Uncivil behavior is not safe
Cruel, thoughtless behavior can hurt people, deeply and for a long time. Just as humiliation can be more traumatic than physical pain, the emotional harm inflicted from incivility may far exceed even what was intended. Acceptance of incivility sets a poor community standard, where interpersonal nastiness becomes normative. Mature, decent people will simply not remain in our midst. Furthermore small acts of rudeness or disregard can balloon up into clique wars. And if the safety of your intended victim means nothing to you, consider this: people have a way of paying you back, for better AND for worse. Be nice and people will reciprocate. Be a jackass and that's how others will see and speak of you. This is a small world: don't hand someone a motive to get you back later. The leather gods have a way of evening things out. The community is close, memory is long, and paybacks are a bitch.

Uncivil behavior is not even all that sane
For years, many of us felt like freaks before finding this community. To reinforce feelings of rejection in our brothers and sisters by deliberately withholding human decency, or subjecting them to deliberate hardship, is just not defensible. Those who find themselves constantly at war with or inflicting imperious behavior on their scene fellows, would do well to begin some serious soul searching and perhaps seeking out the help of a professional. Three years on the couch did a lot of good for me.

Thirdly, we need to recognize that changing our own behavior is the principal goal. Assholes (and we have a fair share of them) are not looking to change. The gossips, scolds, hypocrites, and Macavells are not going to read this piece, at least not with an eye towards cleaning up their own behavior. We will have to change our own behavior first. We must learn to extend kindness, decency, care and concern beyond our personal circle to members of the community at large. We can't force others to change, so we must strive to make the changes in ourselves. We must hold ourselves to a higher standard and ideally establish higher standards. Make incivility part of how we grade our brothers in leather and ourselves. Even when we feel we have been wronged, we must strive to behave honorably. Mathatman Ghandi said, "We must become the change we wish to see in the world."

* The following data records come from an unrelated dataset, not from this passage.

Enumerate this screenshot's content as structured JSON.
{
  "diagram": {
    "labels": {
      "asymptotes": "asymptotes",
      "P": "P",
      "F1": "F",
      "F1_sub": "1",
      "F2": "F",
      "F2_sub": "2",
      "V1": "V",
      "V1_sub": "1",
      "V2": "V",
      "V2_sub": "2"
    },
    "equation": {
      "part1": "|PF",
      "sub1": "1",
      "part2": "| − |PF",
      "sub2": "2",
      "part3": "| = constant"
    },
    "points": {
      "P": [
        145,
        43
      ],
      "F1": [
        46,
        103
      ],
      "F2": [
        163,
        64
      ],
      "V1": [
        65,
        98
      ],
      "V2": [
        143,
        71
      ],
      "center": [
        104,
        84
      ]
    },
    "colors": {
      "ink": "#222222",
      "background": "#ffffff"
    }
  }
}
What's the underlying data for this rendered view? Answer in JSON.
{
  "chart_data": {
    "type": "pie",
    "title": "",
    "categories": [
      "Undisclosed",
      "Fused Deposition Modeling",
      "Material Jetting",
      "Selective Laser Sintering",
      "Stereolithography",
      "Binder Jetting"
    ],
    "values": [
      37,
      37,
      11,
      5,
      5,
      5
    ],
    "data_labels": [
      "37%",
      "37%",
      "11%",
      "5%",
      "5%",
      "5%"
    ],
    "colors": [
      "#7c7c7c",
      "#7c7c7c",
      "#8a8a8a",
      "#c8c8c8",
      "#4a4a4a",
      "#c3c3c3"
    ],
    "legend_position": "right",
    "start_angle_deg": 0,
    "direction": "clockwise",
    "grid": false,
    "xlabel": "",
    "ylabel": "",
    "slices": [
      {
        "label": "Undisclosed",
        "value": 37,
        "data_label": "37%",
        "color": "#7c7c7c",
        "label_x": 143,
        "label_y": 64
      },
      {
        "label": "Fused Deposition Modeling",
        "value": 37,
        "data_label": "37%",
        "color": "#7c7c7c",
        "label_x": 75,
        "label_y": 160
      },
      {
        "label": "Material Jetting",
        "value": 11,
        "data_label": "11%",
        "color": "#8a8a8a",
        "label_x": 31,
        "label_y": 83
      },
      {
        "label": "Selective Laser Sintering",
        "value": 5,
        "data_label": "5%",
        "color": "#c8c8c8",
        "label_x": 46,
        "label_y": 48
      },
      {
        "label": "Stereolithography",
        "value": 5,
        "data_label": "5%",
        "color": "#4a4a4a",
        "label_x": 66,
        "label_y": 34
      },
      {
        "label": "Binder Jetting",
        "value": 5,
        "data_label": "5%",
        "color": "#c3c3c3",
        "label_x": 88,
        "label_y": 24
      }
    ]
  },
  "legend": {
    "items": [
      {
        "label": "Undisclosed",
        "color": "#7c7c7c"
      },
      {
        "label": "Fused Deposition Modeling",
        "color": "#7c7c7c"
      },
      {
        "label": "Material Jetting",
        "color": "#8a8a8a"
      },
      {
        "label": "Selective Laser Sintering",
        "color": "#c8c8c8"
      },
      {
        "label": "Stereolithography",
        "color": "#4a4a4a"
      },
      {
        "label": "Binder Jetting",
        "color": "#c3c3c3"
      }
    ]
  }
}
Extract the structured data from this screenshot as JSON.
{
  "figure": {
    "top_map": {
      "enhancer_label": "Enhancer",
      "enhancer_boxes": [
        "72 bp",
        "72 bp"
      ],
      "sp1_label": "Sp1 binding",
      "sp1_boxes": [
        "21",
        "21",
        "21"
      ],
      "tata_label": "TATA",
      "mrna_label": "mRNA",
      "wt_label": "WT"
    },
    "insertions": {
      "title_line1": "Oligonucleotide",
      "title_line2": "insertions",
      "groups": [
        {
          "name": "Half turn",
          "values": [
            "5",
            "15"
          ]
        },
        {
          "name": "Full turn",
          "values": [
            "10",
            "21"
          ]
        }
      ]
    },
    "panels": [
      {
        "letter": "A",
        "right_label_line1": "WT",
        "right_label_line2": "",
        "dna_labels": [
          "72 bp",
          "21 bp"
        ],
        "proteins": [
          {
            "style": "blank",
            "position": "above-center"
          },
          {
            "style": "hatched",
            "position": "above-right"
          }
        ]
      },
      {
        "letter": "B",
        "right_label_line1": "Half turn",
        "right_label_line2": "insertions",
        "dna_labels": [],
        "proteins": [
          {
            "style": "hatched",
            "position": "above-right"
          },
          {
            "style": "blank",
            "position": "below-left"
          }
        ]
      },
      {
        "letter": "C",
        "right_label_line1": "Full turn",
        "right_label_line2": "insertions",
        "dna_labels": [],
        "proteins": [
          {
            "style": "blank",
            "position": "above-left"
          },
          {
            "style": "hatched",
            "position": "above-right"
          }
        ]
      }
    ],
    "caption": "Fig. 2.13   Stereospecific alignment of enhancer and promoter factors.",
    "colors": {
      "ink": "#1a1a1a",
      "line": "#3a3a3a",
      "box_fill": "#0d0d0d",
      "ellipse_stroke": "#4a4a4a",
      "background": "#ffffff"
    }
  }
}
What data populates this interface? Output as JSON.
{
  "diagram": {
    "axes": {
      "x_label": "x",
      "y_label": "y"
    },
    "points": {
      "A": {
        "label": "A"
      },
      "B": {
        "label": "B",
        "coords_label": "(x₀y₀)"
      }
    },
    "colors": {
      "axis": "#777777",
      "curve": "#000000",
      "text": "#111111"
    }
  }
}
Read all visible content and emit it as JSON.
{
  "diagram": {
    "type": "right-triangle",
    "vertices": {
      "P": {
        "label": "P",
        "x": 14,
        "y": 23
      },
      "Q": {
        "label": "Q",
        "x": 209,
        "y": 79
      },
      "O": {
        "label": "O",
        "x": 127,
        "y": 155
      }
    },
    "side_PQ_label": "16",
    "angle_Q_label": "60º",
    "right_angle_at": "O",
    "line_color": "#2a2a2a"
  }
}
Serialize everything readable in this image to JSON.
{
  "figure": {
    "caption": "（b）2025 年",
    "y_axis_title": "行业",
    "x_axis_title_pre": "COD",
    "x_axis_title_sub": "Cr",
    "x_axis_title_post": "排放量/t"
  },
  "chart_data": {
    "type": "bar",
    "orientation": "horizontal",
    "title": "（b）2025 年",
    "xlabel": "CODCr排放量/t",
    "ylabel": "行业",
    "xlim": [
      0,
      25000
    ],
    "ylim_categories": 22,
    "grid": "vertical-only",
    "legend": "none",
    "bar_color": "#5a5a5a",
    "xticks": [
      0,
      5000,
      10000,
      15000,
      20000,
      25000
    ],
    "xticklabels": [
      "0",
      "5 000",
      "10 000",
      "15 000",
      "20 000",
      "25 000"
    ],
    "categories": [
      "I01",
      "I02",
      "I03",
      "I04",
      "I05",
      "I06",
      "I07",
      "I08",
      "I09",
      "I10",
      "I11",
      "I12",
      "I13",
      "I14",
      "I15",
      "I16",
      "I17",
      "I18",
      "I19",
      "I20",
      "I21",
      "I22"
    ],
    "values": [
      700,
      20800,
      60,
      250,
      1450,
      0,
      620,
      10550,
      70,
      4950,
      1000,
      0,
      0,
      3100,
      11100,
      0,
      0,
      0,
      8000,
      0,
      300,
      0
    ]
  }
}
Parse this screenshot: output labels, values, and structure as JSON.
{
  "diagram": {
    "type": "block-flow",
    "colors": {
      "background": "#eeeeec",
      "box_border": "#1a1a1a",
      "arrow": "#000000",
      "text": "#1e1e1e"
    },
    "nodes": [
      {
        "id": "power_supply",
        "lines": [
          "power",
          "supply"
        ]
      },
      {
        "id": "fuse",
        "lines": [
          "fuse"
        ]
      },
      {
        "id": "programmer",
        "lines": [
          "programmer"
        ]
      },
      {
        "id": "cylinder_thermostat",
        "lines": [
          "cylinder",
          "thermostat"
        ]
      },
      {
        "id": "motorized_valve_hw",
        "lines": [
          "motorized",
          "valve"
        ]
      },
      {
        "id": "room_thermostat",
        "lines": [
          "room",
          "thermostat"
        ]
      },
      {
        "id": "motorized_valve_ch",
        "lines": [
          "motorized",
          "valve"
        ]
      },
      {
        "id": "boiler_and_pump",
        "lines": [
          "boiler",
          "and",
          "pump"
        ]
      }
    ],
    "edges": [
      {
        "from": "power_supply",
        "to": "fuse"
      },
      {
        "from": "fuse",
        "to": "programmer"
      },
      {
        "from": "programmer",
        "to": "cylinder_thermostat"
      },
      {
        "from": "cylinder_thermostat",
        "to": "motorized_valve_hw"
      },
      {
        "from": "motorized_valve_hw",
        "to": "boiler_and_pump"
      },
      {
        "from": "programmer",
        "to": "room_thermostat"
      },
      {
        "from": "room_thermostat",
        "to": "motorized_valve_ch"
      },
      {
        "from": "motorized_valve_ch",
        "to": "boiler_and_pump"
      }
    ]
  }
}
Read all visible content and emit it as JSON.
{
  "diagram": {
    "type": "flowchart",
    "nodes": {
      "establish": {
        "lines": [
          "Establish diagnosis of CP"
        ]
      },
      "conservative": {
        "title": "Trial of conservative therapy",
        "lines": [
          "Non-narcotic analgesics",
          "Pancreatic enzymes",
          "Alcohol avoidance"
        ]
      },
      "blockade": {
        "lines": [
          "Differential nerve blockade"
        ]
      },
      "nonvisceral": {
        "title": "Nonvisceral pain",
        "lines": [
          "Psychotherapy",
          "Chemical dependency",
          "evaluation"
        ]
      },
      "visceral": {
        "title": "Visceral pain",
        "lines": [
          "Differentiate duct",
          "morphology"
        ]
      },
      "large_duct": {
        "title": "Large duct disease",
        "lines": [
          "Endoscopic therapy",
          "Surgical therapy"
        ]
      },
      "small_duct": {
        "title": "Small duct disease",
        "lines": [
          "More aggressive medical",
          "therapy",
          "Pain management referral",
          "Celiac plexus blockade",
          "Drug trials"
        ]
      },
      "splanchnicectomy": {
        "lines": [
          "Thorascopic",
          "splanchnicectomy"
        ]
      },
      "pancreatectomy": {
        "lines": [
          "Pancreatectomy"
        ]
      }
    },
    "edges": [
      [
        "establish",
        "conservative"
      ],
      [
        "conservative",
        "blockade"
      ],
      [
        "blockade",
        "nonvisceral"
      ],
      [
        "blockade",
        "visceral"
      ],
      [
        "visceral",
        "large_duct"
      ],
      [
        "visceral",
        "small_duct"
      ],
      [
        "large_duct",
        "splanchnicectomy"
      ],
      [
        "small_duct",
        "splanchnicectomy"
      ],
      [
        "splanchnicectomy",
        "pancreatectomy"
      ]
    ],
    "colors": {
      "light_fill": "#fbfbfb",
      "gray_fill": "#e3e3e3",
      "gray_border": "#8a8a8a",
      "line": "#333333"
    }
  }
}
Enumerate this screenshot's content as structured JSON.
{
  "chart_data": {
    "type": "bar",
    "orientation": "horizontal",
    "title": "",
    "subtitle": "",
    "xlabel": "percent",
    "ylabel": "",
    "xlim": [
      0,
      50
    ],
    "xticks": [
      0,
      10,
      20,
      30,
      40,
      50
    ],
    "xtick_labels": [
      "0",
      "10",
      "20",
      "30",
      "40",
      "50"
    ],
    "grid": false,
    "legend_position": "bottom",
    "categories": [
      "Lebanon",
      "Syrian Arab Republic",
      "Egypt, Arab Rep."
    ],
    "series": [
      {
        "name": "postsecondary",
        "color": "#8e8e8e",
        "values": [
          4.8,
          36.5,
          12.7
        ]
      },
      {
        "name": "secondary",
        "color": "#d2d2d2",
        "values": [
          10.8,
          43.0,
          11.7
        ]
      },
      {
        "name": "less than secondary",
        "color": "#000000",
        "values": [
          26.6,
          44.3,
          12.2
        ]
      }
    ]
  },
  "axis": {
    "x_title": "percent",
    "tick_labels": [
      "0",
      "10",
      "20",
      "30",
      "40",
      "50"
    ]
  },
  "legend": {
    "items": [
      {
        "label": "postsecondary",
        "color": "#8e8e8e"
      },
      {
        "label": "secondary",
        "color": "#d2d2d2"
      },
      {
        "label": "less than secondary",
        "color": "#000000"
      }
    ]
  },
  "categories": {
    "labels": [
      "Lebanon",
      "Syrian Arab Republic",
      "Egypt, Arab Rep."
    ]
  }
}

But for those who are unconvinced, who feel their behavior should not be constricted by what other adults would describe as common decency, consider this: Even at the most crass, selfish level possible, one reason to refrain from meanness, gossip, and other expressions of incivility is that they frankly don't work as long-term tactics. Even those who hate with all the passion in their hearts have no durable long-term means of persecuting others. Incivility is only effective in the way a nightstick is: it definitely helps to win fights, especially against an unarmed foe. But soon, you run into problems. People don't like getting clubbed. They don't even like others getting clubbed, and once you become known as someone who does it, it starts costing you. While the dictators of history silenced their enemies through murder, torture, or war, not even the most domly of dominants or the haughtiest of scene bureaucrats hold any lasting means of oppression. Oh, people can cut you from party lists, speak unkindly of you, warn potential partners against playing with you and attempt to exclude you from their activities and social circles. But, they can't stop you from speaking out against their unfairness (especially in the age of the internet), from meeting others, starting social circles of your own and throwing your own parties to which they are not invited. Black Rose has endured a few genuine tyrant wanna-bes, but none so powerful that they were able to escape their own inevitable decline and diminished reputations. People who steal from the club coffers, ignore safe words, spread malicious lies, violate trust, or attempt to steal the partners of others - invariably wind up with the reputations they deserve. Long story short, if enough people clean up their own behavior, then, in time, the power players, scene cops, abusers, and gossips, will find their bad behavior increasingly visible and increasingly frowned on. Perhaps, then there may be change.

And lastly, something needs to be said for the power and wisdom of accepting the scene as it is. It's not perfect, nothing in life is. But many situations can be dealt with by calmly deciding to let them rob you of your joy. It isn't necessarily easy, to forgive, forget and move on, not for me anyway. When I feel wronged my reflex inclination is to strike back, to retaliate, to really point out and dwell on the fact that I've been aggrieved. It's always worked out better when I've succeeded in looking past the occasional annoyance, and injustice and made a note to not treat others in ways I haven't liked being treated myself.

So even with the occasionally ugly interpersonal behavior we find in the scene it still has great people and the potential to make a dramatic contribution in your life. It is still an environment where dreams can ands do come true.